Re: Towards a better testsuite: Metadata

Le 2016-04-10 20:56, Florian Rivoal a écrit :
>> On Apr 9, 2016, at 02:00, fantasai <fantasai.lists@inkedblade.net> 
>> wrote:
>> 
>> I think we can simplify things down to:
>> 
>> <!DOCTYPE html>
>> <title>Explain *exactly* what situation you're testing
>> and what it's supposed to do</title>
>> <link rel="help" href="spec">
>> <link rel="match" href="reference">
>> 
>> plus optional <meta name=flags> if needed for that test.
>> (I agree with trimming down the flags as well; many are
>> not really necessary at this point.)
> 
> Works for me. The only point I am not 100% sure about is putting the
> assertion/explanation in the title, as I think people have
> expectations that a title should be a few words, rather than one or
> two full sentences, and I worry a bit that this set up will give us
> under-described tests.
> 
> I think I'd prefer keeping the assertion in an assert meta, and
> effectively disregarding what goes into the title, but I don't know
> what's easier to teach and enforce:
> - Writing long descriptive titles
> - Having an assert meta
> 
> But either way, this is the right amount of information. We can
> discuss a little bit about whether this is the ideal way to mark it up
> or not, but if that's that format that people will accept I'm fine
> with it.
> 
>  - Florian

Regarding the <title> text.

Here's what I wrote 4 years ago:

{
The title text should not replace the assert or comments in the code.

James Hopkins had a good system. He mentioned the property name, then an
hyphen and then a few other words like other property names.

E.g.
<title>CSS Test: overflow - max-width and percentage</title>

<title>CSS Test: list-style-position - text-indent</title>
}

http://lists.w3.org/Archives/Public/public-css-testsuite/2012Apr/0033.html

With that way of writing the <title> text, the title is generally short, 
descriptive, clear, useful and helps searching.

<title>CSS [Specification name] Test: [main property name] - [secondary 
property name]</title>

I have used consistently such way of writing the <title> text in the 
last 4 years too; that way, I did not have to think much. The <title> 
text only lists the main "ingredients" of the test.

We used such system when doing the writing modes tests: go to

http://test.csswg.org/source/css-writing-modes-3/

and then look at the right-most column for the title texts.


Only the lines below between the ones containing "Where exactly is girl located?" and "Identify the bounding box of *bicycle*.", inclusive, are to be reproduced, each exactly as it stands.

*** Opening of GIVEN RECORDS ***

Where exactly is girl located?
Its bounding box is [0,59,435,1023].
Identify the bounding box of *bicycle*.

*** Close of GIVEN RECORDS ***
*** Opening of GIVEN RECORDS ***

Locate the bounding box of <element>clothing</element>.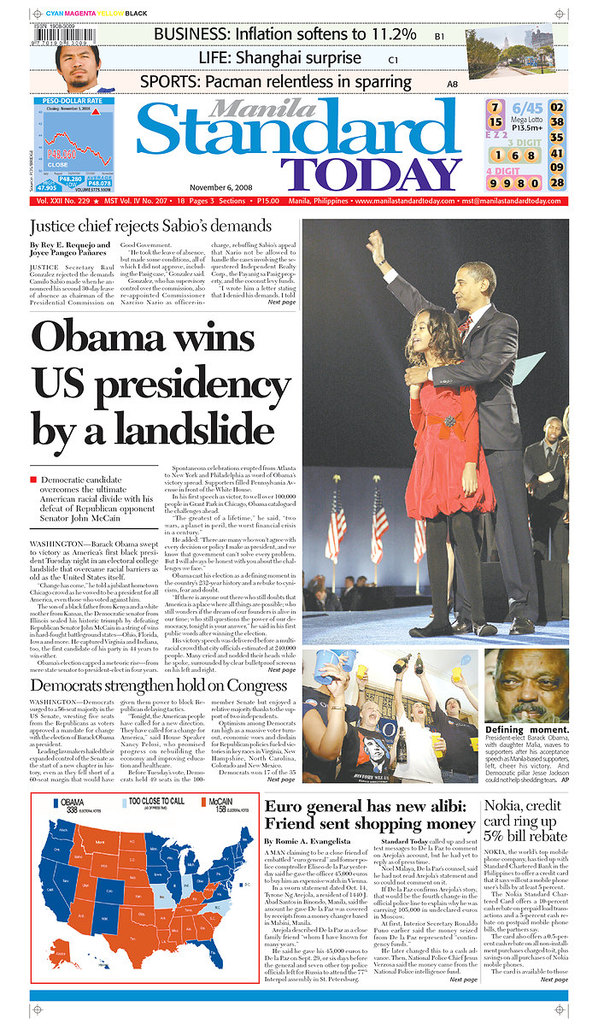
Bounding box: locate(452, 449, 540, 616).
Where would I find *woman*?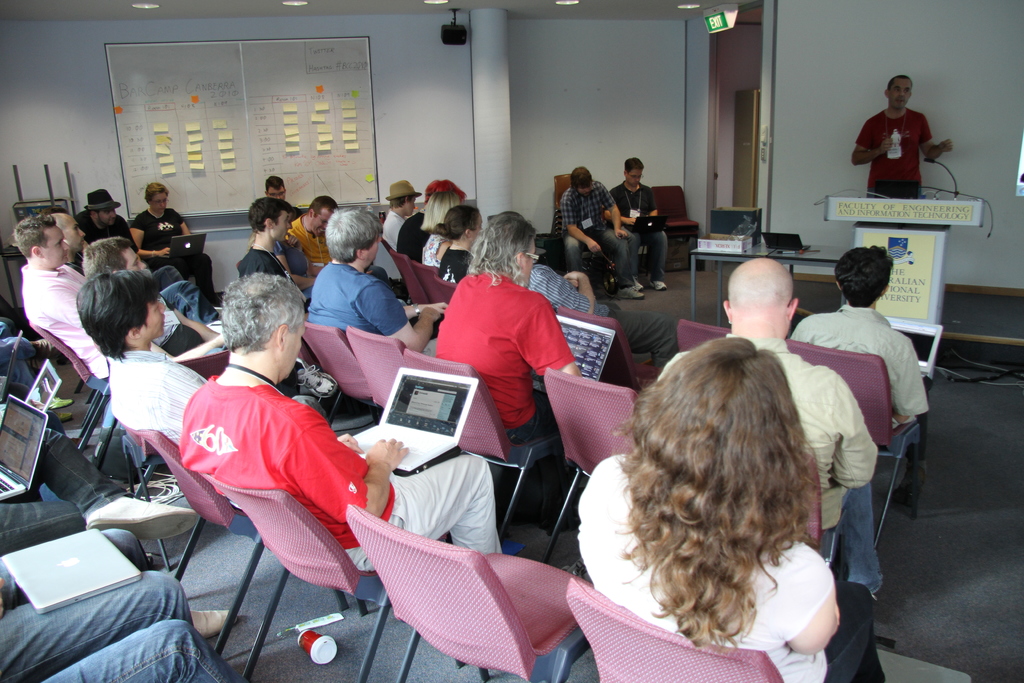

*** Close of GIVEN RECORDS ***

→ SOLUTION TO THIS PROBLEM
Where exactly is girl located?
Its bounding box is [0,59,435,1023].
Identify the bounding box of *bicycle*.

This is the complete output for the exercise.